> **The problem**
Could you copy the records below exactly, keeping none of the images?

> **The input**
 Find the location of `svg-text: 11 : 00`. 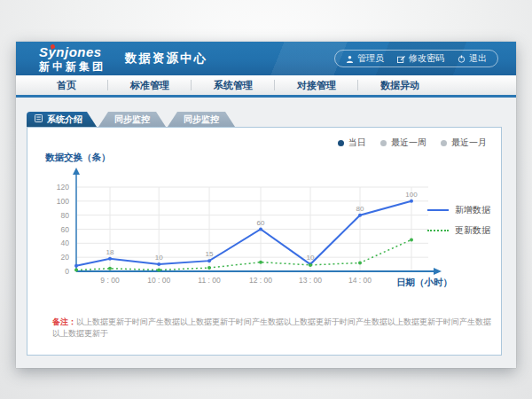

svg-text: 11 : 00 is located at coordinates (209, 280).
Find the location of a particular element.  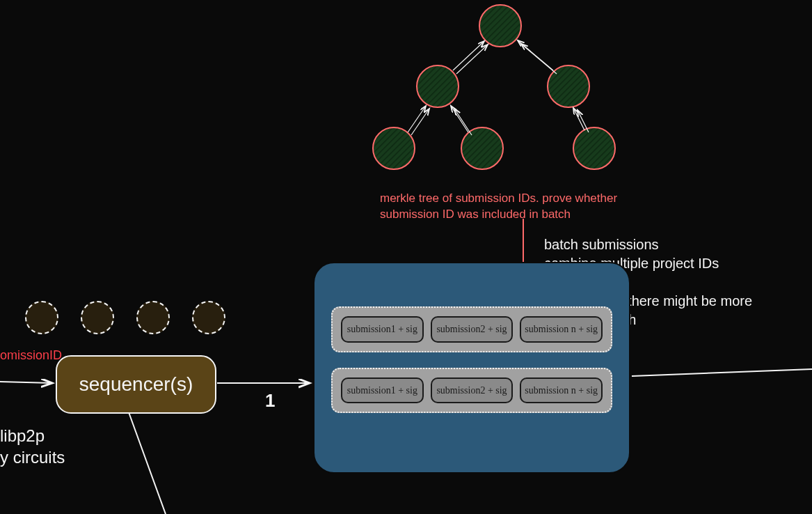

edge-label-1: 1 is located at coordinates (270, 401).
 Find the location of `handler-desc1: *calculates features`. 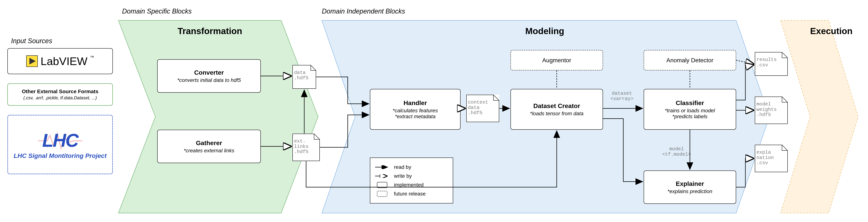

handler-desc1: *calculates features is located at coordinates (415, 111).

> **Answer space**
 Find the location of `svg-text: 11 : 00`. 

svg-text: 11 : 00 is located at coordinates (209, 280).
Find the location of a particular element.  

edge-label-1: 1 is located at coordinates (270, 401).
 Find the location of `handler-desc1: *calculates features`. 

handler-desc1: *calculates features is located at coordinates (415, 111).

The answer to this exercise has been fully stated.